36 responses to “The night of Saint Lucy

  1. You had me at /his hands are pale as knives/. You, once again, slyly dipped into darkness, but thankfully you left egress and light at the end.
    Have some grand holidays!

  2. I love that there is still a glimmer of hope despite the dark imagery in this poem ❤ Happy Holidays Bjorn! 😊

  3. I love the way you made me freeze with ‘hands are pale as knives’, ‘smiles in sickles’ and ‘dying glow’, Björn but then warmed me up again with the lonely candle and the song for daylight to return, thanks to Saint Lucy guarding against those ‘heavy footsteps of the Night’.

  4. Bjorn, your poem brought memories of the tales that my dad talked about St Nicholas Day, in the Nederlands. How many of today’s modern traditions are linked to the Dutch. Like leaving out treats for St Nick and stockings, it was shoes filled with hay for his horse and treats for being good children or coal for being bad.

  5. I love the way you skirt between dark and light on a couple levels here Bjorn. The dimming down and the lighting up. Nice contrasts give the poem strength and balance…

  6. For me this is a glorious huddle of a poem Bjorn – you conjure so much here throughout and gradually we join you in the needing the comfort of the season.

  7. ‘a lonely candle
    sticks with us
    a song for daylight to return’ creates a very powerful image. Wishing you and your family a happy Christmas and a great start to the new year :o)

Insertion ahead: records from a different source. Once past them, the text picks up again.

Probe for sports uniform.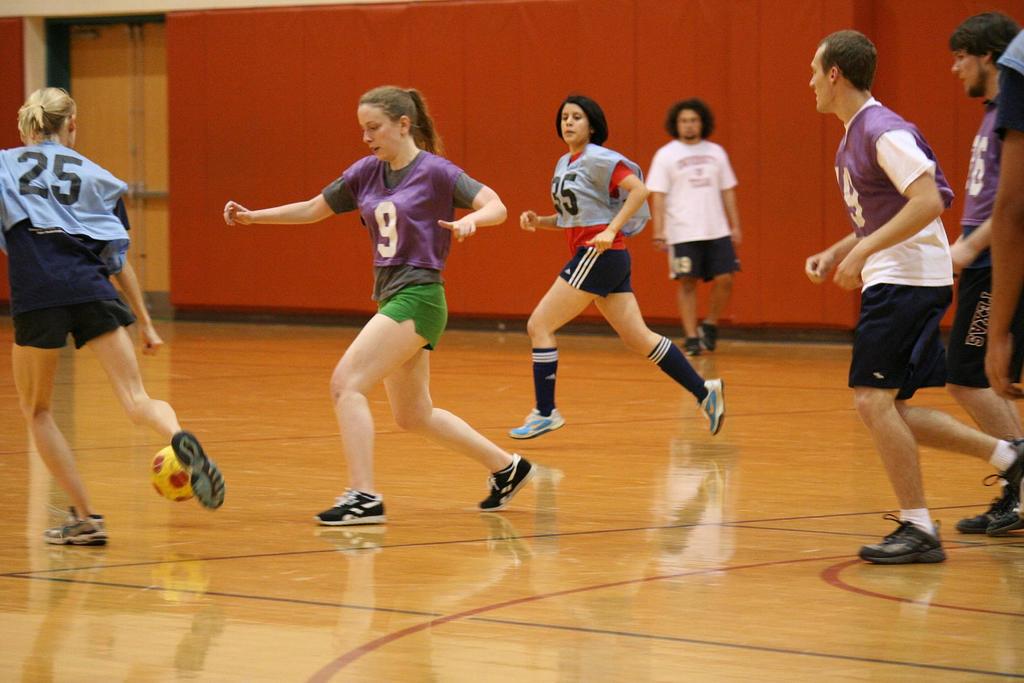
Probe result: Rect(519, 147, 724, 444).
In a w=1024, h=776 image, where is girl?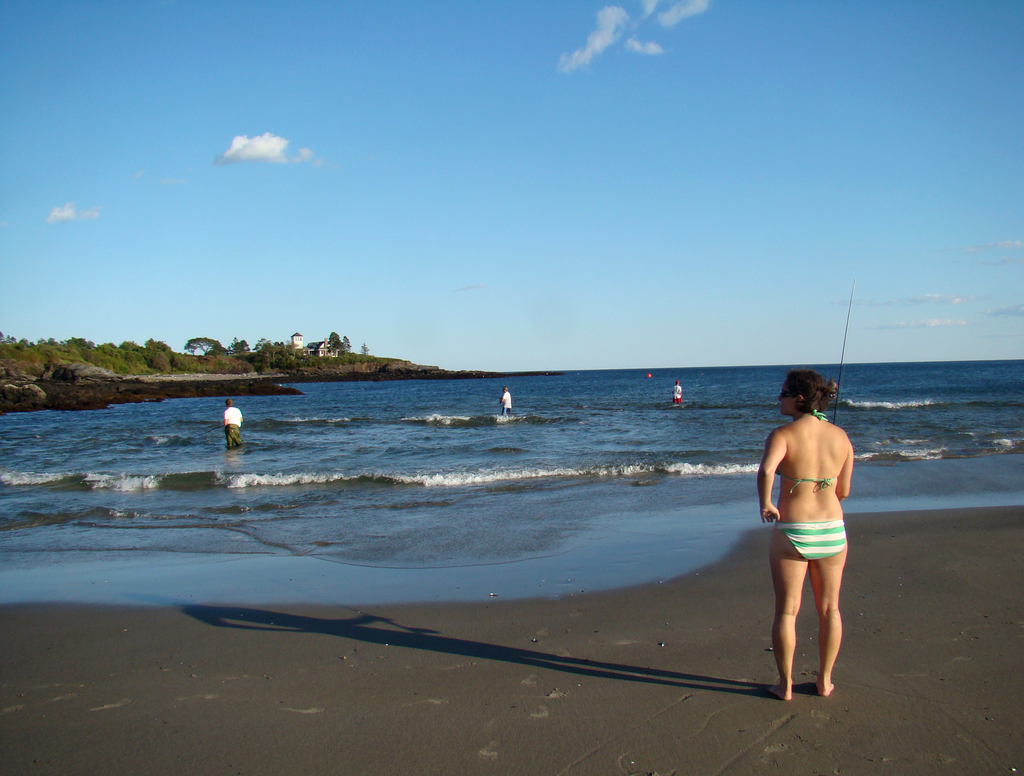
x1=756 y1=365 x2=851 y2=703.
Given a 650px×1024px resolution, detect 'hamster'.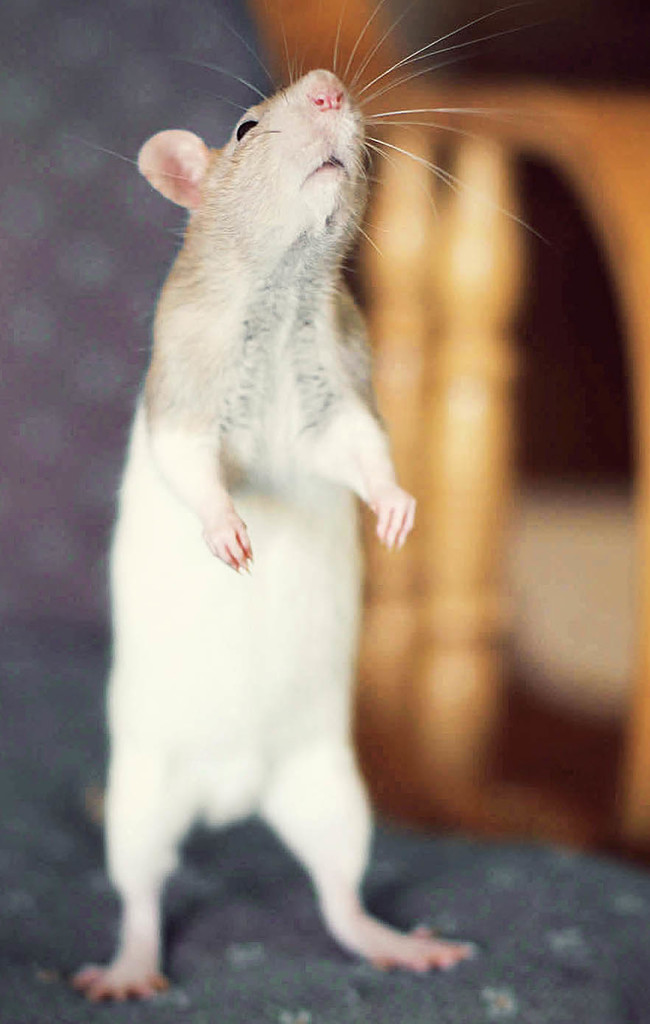
(x1=75, y1=1, x2=579, y2=1006).
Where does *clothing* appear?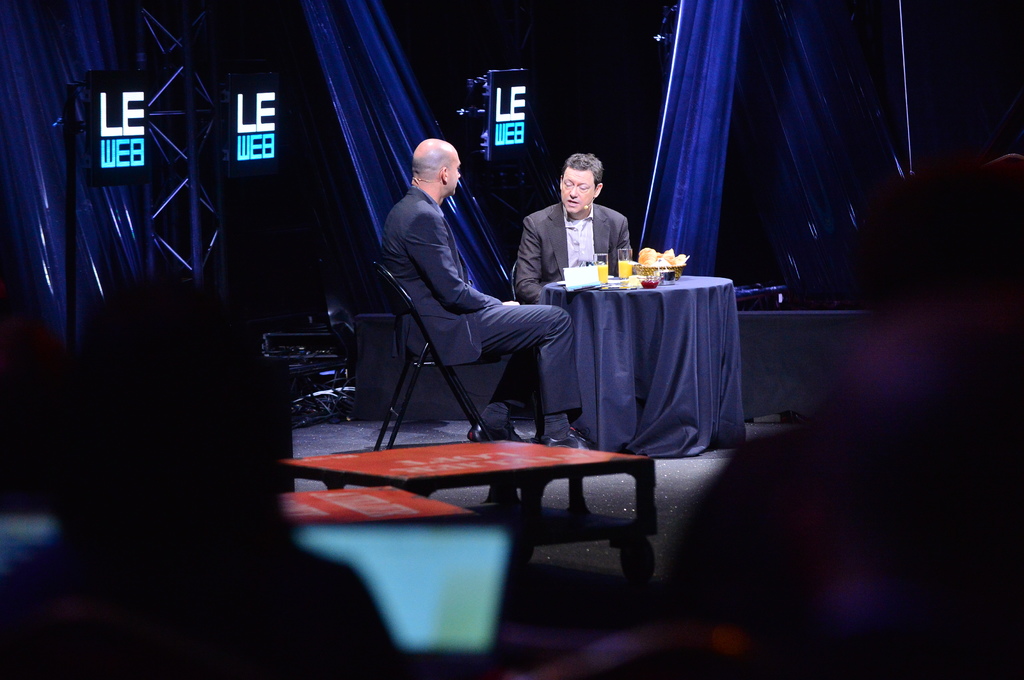
Appears at (518, 205, 641, 293).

  8. Night so close to winter solstice is all darkness, mourning the dying glow. I love the hope with: a song for daylight to return.

    What an interesting celebration Bjorn. Wishing you the best of the holidays.

  9. Sounds like Smokey Joe’s on Christmas Eve, a dive I haunted many lives ago. You set this up really well Bjorn — a crafted tale which pays off with every sigh of thanks the next reader releases when they realize by poem’s end they have been passed over.

  10. Lucy and I think he needs a solid knee to the groin.

    “mourn
    your dying glow”

    What an asshole. We summer girls won’t put up with his bullshit.

  11. Saint Lucy…I like you all being kept close and warm in the darkness. The dark and light play so well against each other in this. Good jul to you and yours Bjorn!

  12. i read of this Saint many years ago, cannot recall the book or story but the image of the youngest girl child with candles in her hair stayed with me. we celebrate the solstice with a special feast, not religious more spiritual, an ancient custom. best wishes for the new year!

  13. In the second strophe, last line- did you mean “falls” from his lidless eyes? I like the way you created ambience with ominous words like pestilence – the act as like the spooky music in a horror show – letting us know something lurks, the repetition adds a subliminal beat of footsteps drawing closer to the door we hide behind. Masterful. However, I have to take exception to your vilification of the dark – that fecund fertile womb of creation! I hold it dear as light.

  14. All it takes sometimes is one small light to keep from being suffocated by a night that seems to never want to leave (though I’m with Christine in that I often *like* the dark as a source for nurturing 😀 ). I found this to be a sweet piece about the power of hope in any case.

  15. “Night dressed as worsted wool”…. be still my heart. Wish I had written that! And that second stanza – pure gold. Loved the whole poem. And I personally love the name Lucy. Lucia – that’s very pretty too.

  16. Night errant, Night speaks to me today…

    ““Come drink with me
    Mesdames, Messieurs,
    Come drink,
    obliterate regrets and mourn
    your dying glow””

    obliterate regrets… does not sound half bad just now, the dark can be a scared depth. But it will be a long winter – Lucy feed me arcry me sustenance in this maze, with two hands filled to bring the light again, even if it means we will live to see our grief.
    Bjorn… thank you my friend for this beautiful piece.

  17. kaykuala

    It is most appropriate to relate it to a current event.The mood is sustained and the event is easily recalled

    Hank

  18. Your night is sly and scary. I’m happy there is some light and hope.
    I know they have an annual St. Lucia festival at Old Swede’s Church in Philadelphia, but I’ve never attended it.